What do we do?  In full confession, there have been days in the last 4 months where I just want to doomscroll, or curl up with a good scotch and binge-watch Ken Burns documentaries (Huey Long is still the gold standard and still relevant). That is not very helpful. So let me propose a few things:

  1. Stay informed. As painful as it may be, the political and economic environment is rapidly changing, almost day to day. At the very least, be informed of changes to the Advisory Council, NEPA, Section 106, and any Federal Agency that you may work with. Lately, I have found that Linked-In has more information, especially through Allyson Brooks; Marion Werkheiser, Ellen Chapman and Cultural Heritage Partners PLLC; the SAA newsletters and e-mails.  Find reliable news sources that covers science and culture and follow them.

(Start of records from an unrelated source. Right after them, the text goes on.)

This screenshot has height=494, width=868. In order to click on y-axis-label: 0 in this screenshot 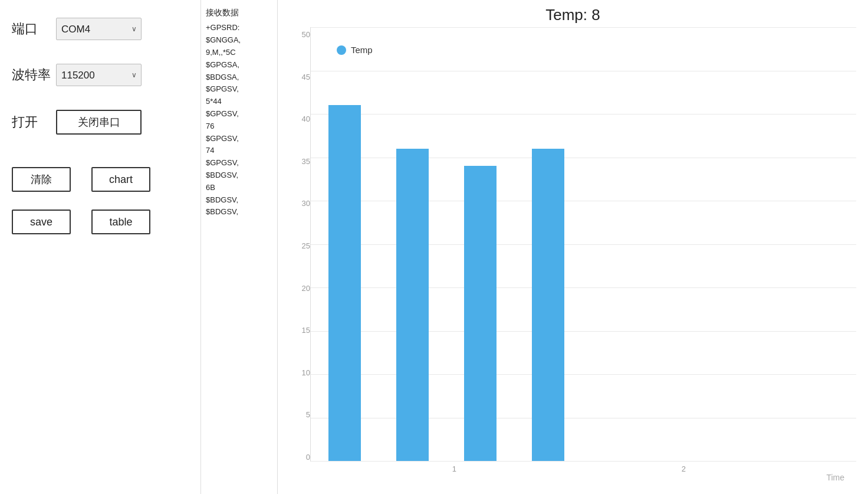, I will do `click(308, 457)`.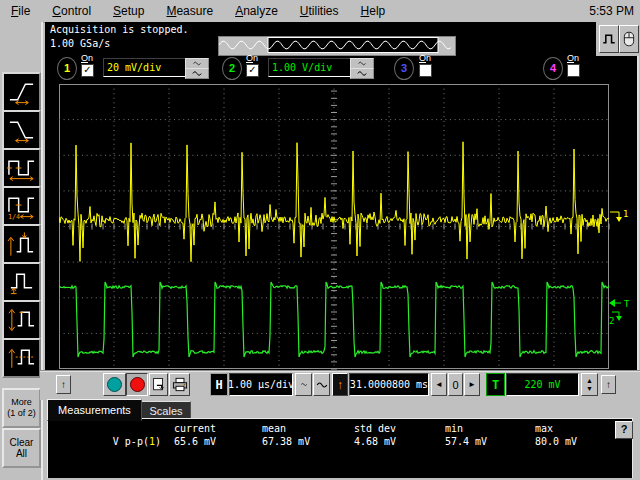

  2. Stay engaged.  Whatever level of action you might have undertaken, please continue.  If protesting in the streets is your thing, great. If letter writing is more to your tastes, write. But there are two things we all could and should be doing. First, find out who your congressional representatives are in the House. Your Pennsylvania senators are John Fetterman and David McCormick.  Let them all know how you feel on specific executive orders that may be illegal under Article I, Section 9 of the Constitution, and proposed legislation.  Tell them the importance of both science and history and by extension, archaeology.  Secondly, talk to your friends and acquaintances, especially the ones that aren’t archaeologists. Make the case for why what you do is important and then ask them to write their representatives and tell their friends. (In discussions in Denver, it became clear that Job 1 for archaeologists is to explain to the public why what we do is important.)
  3. Stay defiant but stay positive.  The current Administration wants you to submit to the new status quo as quickly as possible. You can choose to not submit, but to do so you need hope and a vision for a better future (another definition of hope). Don’t give up.  Perhaps Elie Weisel offered the best perspective, “The greatest evil in the world is not anger or hatred, but indifference.”